Proof of work acts as a sort of security system for cryptocurrencies like Ethereum and bitcoin since there’s no third party, like a bank, that oversees transactions. To keep financial records secure, the system forces people to solve complex puzzles using energy-guzzling machines. Solving the puzzles lets users, or “miners,” add a new “block” of verified transactions to a decentralized ledger called the blockchain. The miner then gets new tokens or transaction fees as a reward. The process is incredibly energy inefficient on purpose.

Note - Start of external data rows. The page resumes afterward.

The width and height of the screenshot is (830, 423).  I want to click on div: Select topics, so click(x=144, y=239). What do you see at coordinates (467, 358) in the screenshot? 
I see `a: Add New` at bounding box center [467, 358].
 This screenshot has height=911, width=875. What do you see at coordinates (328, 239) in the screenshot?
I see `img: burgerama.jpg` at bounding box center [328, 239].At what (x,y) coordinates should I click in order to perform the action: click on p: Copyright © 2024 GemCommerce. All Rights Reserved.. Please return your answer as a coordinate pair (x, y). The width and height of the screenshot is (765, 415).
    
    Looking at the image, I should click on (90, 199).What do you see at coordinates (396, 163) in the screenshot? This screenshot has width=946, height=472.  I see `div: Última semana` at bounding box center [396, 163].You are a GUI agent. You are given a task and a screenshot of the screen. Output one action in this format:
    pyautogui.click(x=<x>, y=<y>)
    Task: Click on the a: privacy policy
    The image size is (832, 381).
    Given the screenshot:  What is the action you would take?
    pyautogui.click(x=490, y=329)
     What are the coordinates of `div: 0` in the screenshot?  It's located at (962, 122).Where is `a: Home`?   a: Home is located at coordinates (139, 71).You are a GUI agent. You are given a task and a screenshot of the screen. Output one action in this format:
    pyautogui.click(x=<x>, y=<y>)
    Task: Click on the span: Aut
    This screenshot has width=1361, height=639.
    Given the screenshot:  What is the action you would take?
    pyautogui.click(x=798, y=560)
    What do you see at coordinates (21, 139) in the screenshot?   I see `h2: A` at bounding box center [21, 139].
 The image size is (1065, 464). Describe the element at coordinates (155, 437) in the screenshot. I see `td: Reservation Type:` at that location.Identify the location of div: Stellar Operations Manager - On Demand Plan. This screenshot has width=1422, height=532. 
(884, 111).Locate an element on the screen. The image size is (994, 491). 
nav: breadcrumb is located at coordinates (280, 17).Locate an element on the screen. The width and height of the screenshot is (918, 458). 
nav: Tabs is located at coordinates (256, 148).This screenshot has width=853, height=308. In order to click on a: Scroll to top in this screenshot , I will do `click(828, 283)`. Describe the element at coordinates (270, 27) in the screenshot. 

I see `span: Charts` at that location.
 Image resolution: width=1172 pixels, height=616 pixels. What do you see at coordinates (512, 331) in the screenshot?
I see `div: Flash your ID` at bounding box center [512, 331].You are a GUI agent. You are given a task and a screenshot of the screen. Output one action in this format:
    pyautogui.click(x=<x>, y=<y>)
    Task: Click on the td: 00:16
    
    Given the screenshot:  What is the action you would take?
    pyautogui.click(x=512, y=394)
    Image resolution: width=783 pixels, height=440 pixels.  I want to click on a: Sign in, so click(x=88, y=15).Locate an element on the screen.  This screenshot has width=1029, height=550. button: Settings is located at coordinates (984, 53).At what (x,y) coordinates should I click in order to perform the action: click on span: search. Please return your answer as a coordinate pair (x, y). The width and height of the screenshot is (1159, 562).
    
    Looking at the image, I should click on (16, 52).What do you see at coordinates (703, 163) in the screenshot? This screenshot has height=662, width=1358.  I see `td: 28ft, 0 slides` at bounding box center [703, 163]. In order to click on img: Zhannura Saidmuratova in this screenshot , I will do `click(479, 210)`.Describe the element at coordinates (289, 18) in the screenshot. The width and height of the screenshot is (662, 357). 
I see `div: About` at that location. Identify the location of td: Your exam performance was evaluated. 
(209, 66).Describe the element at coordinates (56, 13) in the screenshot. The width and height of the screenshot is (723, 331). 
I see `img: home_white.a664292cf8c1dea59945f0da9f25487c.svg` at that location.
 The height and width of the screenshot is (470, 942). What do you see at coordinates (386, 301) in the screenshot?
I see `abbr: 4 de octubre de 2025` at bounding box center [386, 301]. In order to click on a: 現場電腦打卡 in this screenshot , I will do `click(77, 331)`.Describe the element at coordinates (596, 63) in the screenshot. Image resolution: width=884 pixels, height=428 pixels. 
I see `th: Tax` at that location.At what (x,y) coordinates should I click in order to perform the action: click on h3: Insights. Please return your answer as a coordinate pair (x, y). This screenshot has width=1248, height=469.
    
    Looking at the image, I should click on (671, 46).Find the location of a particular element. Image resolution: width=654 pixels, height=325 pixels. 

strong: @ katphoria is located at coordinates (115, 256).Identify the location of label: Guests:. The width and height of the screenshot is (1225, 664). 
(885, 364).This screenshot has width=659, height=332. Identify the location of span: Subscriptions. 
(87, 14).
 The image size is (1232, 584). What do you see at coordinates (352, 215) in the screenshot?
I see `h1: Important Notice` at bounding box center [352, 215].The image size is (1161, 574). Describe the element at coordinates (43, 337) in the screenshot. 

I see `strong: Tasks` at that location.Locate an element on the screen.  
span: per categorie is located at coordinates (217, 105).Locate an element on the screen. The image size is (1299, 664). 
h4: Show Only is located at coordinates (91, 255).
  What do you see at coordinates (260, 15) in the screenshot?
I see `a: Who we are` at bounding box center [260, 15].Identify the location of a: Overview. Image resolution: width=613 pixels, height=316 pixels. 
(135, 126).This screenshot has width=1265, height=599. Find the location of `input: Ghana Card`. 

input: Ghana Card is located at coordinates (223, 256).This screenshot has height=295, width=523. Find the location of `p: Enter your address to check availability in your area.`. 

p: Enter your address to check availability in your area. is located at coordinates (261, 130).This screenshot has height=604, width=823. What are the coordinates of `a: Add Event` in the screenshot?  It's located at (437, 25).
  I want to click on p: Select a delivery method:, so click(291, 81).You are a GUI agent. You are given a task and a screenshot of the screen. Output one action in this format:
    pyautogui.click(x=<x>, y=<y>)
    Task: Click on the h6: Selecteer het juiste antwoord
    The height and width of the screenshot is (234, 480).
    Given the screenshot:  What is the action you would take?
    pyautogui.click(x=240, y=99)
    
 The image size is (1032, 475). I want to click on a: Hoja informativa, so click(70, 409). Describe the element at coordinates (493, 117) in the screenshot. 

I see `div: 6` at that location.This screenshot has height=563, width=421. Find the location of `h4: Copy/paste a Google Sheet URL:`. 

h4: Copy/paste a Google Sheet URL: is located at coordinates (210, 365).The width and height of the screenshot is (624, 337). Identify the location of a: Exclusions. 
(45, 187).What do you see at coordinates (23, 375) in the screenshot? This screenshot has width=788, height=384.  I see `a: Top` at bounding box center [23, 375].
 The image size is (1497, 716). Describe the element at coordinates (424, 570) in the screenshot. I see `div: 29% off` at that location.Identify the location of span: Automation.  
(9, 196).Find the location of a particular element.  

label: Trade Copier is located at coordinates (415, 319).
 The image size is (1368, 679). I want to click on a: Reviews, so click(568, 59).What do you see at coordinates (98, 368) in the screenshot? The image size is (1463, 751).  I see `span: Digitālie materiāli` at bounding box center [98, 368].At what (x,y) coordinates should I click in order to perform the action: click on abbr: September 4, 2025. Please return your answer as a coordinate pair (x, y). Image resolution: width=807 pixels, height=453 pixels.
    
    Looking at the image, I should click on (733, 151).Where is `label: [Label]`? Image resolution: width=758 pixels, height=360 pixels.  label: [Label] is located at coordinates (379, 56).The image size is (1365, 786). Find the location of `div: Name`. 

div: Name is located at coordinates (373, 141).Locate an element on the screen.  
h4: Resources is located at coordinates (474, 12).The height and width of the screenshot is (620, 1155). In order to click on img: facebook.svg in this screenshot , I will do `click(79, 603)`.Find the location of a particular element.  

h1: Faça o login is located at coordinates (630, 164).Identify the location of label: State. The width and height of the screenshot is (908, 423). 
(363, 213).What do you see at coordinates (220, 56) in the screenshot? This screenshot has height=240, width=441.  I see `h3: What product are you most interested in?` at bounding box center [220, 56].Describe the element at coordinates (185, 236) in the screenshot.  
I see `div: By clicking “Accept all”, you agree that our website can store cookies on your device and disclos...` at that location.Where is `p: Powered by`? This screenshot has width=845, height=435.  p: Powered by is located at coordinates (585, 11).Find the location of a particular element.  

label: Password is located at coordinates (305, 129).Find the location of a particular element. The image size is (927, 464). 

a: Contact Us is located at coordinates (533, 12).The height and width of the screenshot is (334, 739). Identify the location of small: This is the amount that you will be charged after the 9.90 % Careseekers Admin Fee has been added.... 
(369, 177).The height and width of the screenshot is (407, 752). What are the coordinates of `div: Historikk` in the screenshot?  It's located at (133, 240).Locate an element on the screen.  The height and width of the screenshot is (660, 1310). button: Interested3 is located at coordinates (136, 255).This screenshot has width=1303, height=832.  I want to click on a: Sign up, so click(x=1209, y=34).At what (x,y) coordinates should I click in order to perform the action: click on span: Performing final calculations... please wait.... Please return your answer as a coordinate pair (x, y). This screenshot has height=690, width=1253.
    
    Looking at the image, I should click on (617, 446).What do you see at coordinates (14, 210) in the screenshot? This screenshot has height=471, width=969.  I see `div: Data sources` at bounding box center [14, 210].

The idea is that using up inordinate amounts of electricity — and probably paying a lot for it — makes it less profitable for someone to muck up the ledger. As a result, Ethereum uses about as much electricity as the entire country of Libya.

ArtStation, an online marketplace for digital artists, canceled its plans to launch a platform for NFTs within hours after getting a lot of backlash from people who think dealing in crypto art is environmentally unethical. Artists called NFTs an “ecological nightmare pyramid scheme” and ArtStation’s plans to offset emissions a “scam” on Twitter.


© Cryptokitties.co

There’s nothing like an explosion of blockchain news to leave you thinking, “Um… what’s going on here?” That’s the feeling I’ve experienced while reading about Grimes getting millions of dollars for NFTs or about Nyan Cat being sold as one. And by the time we all thought we sort of knew what the deal was, the founder of Twitter put an autographed tweet up for sale as an NFT.

You might be wondering: what is an NFT, anyhow?

Well if, like me, you still need to buy a vowel, here’s an NFT FAQ from The Verge.

“Non-fungible” more or less means that it’s unique and can’t be replaced with something else. For example, a bitcoin is fungible — trade one for another bitcoin, and you’ll have exactly the same thing. A one-of-a-kind trading card, however, is non-fungible. If you traded it for a different card, you’d have something completely different. You gave up a Squirtle, and got a 1909 T206 Honus Wagner, which StadiumTalk calls “the Mona Lisa of baseball cards.” (I’ll take their word for it.)